There was no answer from Billy or the groom, but Julia could feel the coach slowing, its bumps and jiggles, if anything, becoming even more pronounced. But at last the coach stopped.
“I’m going to be sick again, Julia,” Alice said, almost apologizing.
Julia scrambled to the child, opening the off door as she did so, and pulled Alice rather unceremoniously toward the opening. Holding her by the shoulders, she said, “Just let it all go onto the ground, sweetheart. I’ll hold you tight and you just be sick, all right?”
Alice’s answer was a rather guttural, heaving noise, followed closely by a few startled male curses…which was when Julia realized that Chance Becket had dismounted and come to see why the coach had stopped.
“God’s teeth, woman, you could give a man a little warning!”
“Or I could wish little Alice’s aim were better,” Julia muttered, but very quietly.
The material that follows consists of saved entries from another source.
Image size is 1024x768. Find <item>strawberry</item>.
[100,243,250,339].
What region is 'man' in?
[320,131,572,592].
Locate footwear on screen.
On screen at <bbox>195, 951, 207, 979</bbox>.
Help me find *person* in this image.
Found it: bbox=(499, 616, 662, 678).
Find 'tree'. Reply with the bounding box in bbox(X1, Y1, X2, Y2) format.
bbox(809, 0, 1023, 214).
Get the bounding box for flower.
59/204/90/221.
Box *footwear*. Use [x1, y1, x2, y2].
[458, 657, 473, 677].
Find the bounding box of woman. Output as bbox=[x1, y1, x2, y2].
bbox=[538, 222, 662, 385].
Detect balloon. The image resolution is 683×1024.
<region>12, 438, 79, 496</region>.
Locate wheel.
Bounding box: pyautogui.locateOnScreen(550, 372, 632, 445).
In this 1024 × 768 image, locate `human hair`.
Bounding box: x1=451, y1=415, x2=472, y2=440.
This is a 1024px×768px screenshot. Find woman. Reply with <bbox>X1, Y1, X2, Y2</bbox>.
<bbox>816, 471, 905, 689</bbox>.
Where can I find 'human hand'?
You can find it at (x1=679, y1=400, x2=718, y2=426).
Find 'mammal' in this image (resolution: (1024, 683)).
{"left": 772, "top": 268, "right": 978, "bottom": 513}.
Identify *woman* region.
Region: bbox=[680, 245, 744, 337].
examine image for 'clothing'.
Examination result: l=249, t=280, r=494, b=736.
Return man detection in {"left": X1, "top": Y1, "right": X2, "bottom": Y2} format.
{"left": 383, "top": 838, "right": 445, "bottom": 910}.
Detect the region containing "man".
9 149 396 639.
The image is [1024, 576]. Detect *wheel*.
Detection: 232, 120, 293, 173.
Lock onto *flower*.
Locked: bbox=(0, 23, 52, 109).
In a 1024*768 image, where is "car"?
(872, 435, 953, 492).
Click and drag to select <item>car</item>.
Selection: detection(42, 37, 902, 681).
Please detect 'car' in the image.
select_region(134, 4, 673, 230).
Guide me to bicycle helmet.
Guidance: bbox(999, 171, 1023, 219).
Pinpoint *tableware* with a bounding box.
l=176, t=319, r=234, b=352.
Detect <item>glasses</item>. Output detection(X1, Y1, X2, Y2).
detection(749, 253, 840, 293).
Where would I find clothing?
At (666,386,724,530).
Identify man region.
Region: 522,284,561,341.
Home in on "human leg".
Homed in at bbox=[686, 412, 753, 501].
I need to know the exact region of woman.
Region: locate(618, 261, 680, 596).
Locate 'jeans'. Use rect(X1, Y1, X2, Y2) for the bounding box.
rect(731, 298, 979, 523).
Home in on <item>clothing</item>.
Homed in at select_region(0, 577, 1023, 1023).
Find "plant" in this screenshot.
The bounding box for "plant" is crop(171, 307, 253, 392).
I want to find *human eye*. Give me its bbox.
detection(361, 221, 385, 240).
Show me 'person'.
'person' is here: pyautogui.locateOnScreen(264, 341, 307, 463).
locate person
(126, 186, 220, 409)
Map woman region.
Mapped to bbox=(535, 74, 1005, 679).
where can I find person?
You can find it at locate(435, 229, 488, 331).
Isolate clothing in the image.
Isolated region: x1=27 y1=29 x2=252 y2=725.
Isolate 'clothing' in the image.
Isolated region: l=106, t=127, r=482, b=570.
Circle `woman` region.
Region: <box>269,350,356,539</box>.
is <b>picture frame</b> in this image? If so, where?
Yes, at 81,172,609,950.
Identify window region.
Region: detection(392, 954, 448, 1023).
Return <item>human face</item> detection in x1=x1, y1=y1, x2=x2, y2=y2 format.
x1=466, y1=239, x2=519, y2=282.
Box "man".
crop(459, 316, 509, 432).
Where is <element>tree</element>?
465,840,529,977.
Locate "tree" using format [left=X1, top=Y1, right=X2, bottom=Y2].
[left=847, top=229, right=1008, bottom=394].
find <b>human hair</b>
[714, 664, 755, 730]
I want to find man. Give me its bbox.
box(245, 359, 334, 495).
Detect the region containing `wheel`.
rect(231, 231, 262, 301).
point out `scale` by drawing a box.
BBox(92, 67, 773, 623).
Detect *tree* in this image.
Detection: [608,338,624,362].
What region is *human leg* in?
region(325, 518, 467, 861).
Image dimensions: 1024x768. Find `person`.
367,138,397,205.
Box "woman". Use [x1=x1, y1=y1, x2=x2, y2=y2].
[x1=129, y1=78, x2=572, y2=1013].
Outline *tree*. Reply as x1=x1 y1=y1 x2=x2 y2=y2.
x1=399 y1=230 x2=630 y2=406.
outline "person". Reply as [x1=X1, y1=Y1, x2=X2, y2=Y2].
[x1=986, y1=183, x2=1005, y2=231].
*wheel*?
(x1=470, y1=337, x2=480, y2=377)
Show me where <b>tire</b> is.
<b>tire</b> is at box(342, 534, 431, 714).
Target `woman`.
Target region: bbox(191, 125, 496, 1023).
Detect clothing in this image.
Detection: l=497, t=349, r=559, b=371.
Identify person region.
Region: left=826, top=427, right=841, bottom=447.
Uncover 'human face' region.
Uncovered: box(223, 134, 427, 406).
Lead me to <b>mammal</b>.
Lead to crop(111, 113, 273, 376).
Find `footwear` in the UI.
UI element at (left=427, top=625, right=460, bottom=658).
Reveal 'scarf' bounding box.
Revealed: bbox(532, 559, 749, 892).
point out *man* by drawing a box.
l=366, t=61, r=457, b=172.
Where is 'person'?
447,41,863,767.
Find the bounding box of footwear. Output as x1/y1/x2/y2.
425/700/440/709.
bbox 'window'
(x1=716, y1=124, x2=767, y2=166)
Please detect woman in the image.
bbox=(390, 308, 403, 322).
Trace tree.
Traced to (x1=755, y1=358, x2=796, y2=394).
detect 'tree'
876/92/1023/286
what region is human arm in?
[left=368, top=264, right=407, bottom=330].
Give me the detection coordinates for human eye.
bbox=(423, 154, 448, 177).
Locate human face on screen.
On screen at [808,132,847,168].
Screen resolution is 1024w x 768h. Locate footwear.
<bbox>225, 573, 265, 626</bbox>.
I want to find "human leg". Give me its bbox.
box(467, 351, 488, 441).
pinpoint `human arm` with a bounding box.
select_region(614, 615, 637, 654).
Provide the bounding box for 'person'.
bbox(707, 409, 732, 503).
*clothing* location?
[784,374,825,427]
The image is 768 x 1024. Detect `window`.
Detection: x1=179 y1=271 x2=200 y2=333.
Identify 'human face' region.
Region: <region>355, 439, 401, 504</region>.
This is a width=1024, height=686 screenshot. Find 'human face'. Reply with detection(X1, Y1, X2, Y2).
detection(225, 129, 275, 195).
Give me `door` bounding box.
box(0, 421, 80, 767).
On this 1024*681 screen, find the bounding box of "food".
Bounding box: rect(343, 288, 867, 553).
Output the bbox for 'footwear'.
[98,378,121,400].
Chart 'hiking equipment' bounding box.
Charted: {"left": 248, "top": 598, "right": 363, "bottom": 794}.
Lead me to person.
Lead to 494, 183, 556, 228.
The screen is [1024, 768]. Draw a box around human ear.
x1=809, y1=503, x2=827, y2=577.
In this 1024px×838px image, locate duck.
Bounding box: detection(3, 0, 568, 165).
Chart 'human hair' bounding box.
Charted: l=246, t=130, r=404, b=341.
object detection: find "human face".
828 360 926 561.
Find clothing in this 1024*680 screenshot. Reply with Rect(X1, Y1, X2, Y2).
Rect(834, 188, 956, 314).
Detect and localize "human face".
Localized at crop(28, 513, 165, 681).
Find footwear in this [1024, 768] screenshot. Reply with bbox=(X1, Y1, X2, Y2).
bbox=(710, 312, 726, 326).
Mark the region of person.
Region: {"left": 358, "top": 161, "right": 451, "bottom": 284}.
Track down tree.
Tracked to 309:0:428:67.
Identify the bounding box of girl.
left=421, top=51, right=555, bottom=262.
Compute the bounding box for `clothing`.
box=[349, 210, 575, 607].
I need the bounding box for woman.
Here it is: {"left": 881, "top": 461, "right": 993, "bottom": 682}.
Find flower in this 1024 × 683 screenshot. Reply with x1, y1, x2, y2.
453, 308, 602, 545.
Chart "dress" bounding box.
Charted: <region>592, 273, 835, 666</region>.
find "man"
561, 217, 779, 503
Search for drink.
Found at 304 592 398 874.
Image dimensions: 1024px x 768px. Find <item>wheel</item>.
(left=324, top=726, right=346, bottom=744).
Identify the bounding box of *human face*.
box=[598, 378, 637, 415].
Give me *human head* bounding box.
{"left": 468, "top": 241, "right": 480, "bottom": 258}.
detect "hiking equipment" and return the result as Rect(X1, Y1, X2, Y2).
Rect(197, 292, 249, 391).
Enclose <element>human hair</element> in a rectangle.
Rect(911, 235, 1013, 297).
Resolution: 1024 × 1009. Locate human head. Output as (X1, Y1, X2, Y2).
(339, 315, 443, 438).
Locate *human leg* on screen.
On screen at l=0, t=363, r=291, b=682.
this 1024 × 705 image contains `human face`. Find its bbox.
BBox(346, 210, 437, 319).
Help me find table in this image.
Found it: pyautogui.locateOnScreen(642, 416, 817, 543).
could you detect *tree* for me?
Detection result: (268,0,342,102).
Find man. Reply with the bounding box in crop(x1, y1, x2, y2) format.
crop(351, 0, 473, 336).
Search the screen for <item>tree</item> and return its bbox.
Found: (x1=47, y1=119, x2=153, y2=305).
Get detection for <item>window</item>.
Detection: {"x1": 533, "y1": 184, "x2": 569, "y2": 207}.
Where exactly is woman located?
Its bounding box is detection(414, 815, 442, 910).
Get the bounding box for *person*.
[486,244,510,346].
Alice had more than emptied her small belly now, and Julia once more eased her against the seat, handing her a clean handkerchief. “Stay here, sweetheart, and don’t cry. I’ll handle—speak to your papa.”
Grabbing the brass pot with one hand, Julia kicked down the coach steps and made her way, pot first, out of the coach and onto the ground. She spied the coachman, a small, painfully thin man of indeterminate years who, she had noticed, walked with the same rolling motion of a seaman more used to ships than dry land. If he were to apply to her for her opinion on his choice of employment, she would be more than pleased to tell him leaving the sea for a coachman’s seat had not been an inspired one.
“Billy,” Chance said. “You have a reason for stopping, I’ll assume?”
“I’ll answer that, Mr. Becket. Deal with this, Billy, and go to sleep tonight blessing your guardian angel that I haven’t dumped its contents over your head,” she said, biting out the words, all but tossing the pot at the coachman, who was suddenly looking a little green himself.
“Why is Alice ill?”
Julia had to unclench her teeth before she could answer what had to be one of the most ignorant questions ever posed by a man. “The pitching of the coach, Mr. Becket. A child’s stomach isn’t always up to three full hours of such motion. And my stomach has expressed a similar wish as Miss Alice’s, so if you’ll excuse me?”
Chance stepped back as Julia looked rather wildly toward the line of trees, then all but bolted into them until he could no longer see the blue of her cloak.
“This is why women are not welcome aboard ship,” he said in disgust to Billy, who heartily nodded his agreement, then went off to deal with the contents of the pot.
“Papa?”
Alice. He’d forgotten Alice. There had to be a special hell for fathers such as he. “Alice, poppet,” he said, climbing into the coach, leaving the door open behind him, as the interior smelled far from fresh. His daughter looked rather pale and somehow smaller than he remembered her, as if she’d shrunk in both size and age, as she hugged her stuffed rabbit to her chest. “How are you feeling now?”
Alice sniffled, her bottom lip trembling. “I want to go home, Papa. Buttercup doesn’t like coaches. Coaches have too many bounces.”
How could he have been so oblivious? Good weather, fine teams, a brisk pace and Becket Hall by ten that night. He’d been thoroughly enjoying himself up on Jacmel. And all without a single thought to his daughter’s comfort. He most certainly hadn’t thought about Miss Carruthers’s comfort…although he hadn’t been able to completely put the infuriating woman out of his mind.
“I’m afraid we can’t return to London, poppet,” he said, cudgeling his brain for some explanation the child might understand. Being rid of her would not have been a good starting point for that explanation. “But I promise that the coachman will drive much more carefully so there aren’t so many bumps. And tonight you’ll sleep in your own bed at Becket Hall.”